Hugh Morton, 1991

 

Mountain Guardian Hugh Morton Receives Mountain heritage Award
WCU Press Release, 1991
 

Hugh Morton owner and developer of Grandfather Mountain and a leader in efforts to combat the damaging effects of acid raid, is the 1991 winner of the Western Carolina University Mountain Heritage Award.

 

The award was given to Morton by WCU Chancellor Myron L. Coulter Saturday, September 28, at the university’s 17th Mountain Heritage Day celebration. It is given annually to individuals or organizations that help to preserve and interpret the history and culture of Western North Carolina.

 

Morton was chosen for his efforts to preserve the natural heritage of the mountains and “his magnificent legacy of achievements and contributions,” Coulter said.  “His slide show on acid rain damage to our spruce fir forests has been seen by thousands of North Carolinians and other U.S. citizens,” and has recently helped to focus “national and international attention on the plight of our mountain top evergreens,” Coulter said.  Coulter added that “uncounted numbers of visitors have delighted in the natural habitats and sheer scenic beauty of Grandfather Mountain and those uncounted numbers will view the earth with increasing respect as a result of the direct impact the Grandfather experience has on thinking, and perceptive people.”

 

Morton’s name is closely linked with his interests in Grandfather Mountain, Mildred the Bear, hang gliding, the Grandfather Mountain Nature Museum, the battle USS North Carolina, the Cape Hatteras lighthouse, the Linn Cove viaduct of the Blue Ridge Parkway, the North Carolina ridge law, the Wilmington Azalea Festival, breathtaking photography, the Highland Games and the Singing on the Mountain festival.

Though a native of the coastal town of Wilmington, it is for his efforts to guard in the state’s mountains that Morton is perhaps best known. He inherited ownership of 5,964-foot Grandfather Mountain, highest in the Blue Ridge Mountains, in 1952 when the estate of his grandfather, Hugh MacRae, was divided among family members. He has steadfastly defended it since, especially against early efforts to route the Blue Ridge Parkway along the mountain’s side.

 

In 1961, when “the State” magazine named him North Carolinian of the Year, it said “ perhaps he is the only man to hand the powerful U.S. Interior Department three successive and stinging defeats, and he did it after virtually all of his friends advised him to surrender.”  Morton has often appeared before Congressional committees, and in countless public and civic arenas in support of preservation causes. For his efforts he has such awards as the National Theodore Roosevelt Conservation Award and the North Carolina Public Service Award.

 

Morton has been a point man in the battle against acid rain for several years. In a recent challenge to sportsmen, Morton wrote:  “What do you do when you are not a scientist, but you know enough about science to realize that three of your favorite game fish – rainbow trout, brown trout, and smallmouth bass – will all be dead before the federal government designation for acidified waters is ascribed to the lakes and streams where the fish were unable to survive?  Well, that’s the way the situation is tilted to downplay the effects of air pollution, and it makes me boil.”

 

“What can an ordinary citizen do? Stay in touch with your US. Senators and congressmen, for they are your only voice. Let them hear that you know the widespread damage air pollution has done in Canada and Eastern Europe, and under no circumstances should they allow this gradual and terrible destruction to happen here.”

 

Morton once told a Raleigh News and Observer reporter jokingly that he was “just a natural born, rosy-cheeked do-gooder, but I get interested in things and I do what I’m interested in.”  It is for his longstanding interest in the natural heritage of the North Carolina Mountains that Morton was chosen for the 1991 Mountain Heritage Award, Coulter said.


WHAT YOU SHOULD DO: Give the line with "xyxy pixel coordinates" again, along with every line below it to the end of the records, word for word.

MATERIAL FOR THE TASK:
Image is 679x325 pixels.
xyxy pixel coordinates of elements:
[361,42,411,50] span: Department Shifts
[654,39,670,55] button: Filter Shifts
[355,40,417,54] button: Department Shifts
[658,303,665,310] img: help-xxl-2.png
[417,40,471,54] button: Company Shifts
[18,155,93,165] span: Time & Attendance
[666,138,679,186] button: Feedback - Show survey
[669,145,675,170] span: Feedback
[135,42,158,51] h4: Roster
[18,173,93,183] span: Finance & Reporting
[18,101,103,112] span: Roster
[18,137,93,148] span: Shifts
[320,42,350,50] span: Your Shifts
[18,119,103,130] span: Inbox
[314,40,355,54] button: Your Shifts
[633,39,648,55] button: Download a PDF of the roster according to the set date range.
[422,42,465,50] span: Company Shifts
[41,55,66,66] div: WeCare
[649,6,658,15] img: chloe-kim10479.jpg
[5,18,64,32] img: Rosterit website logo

REPLY:
xyxy pixel coordinates of elements:
[361,42,411,50] span: Department Shifts
[654,39,670,55] button: Filter Shifts
[355,40,417,54] button: Department Shifts
[658,303,665,310] img: help-xxl-2.png
[417,40,471,54] button: Company Shifts
[18,155,93,165] span: Time & Attendance
[666,138,679,186] button: Feedback - Show survey
[669,145,675,170] span: Feedback
[135,42,158,51] h4: Roster
[18,173,93,183] span: Finance & Reporting
[18,101,103,112] span: Roster
[18,137,93,148] span: Shifts
[320,42,350,50] span: Your Shifts
[18,119,103,130] span: Inbox
[314,40,355,54] button: Your Shifts
[633,39,648,55] button: Download a PDF of the roster according to the set date range.
[422,42,465,50] span: Company Shifts
[41,55,66,66] div: WeCare
[649,6,658,15] img: chloe-kim10479.jpg
[5,18,64,32] img: Rosterit website logo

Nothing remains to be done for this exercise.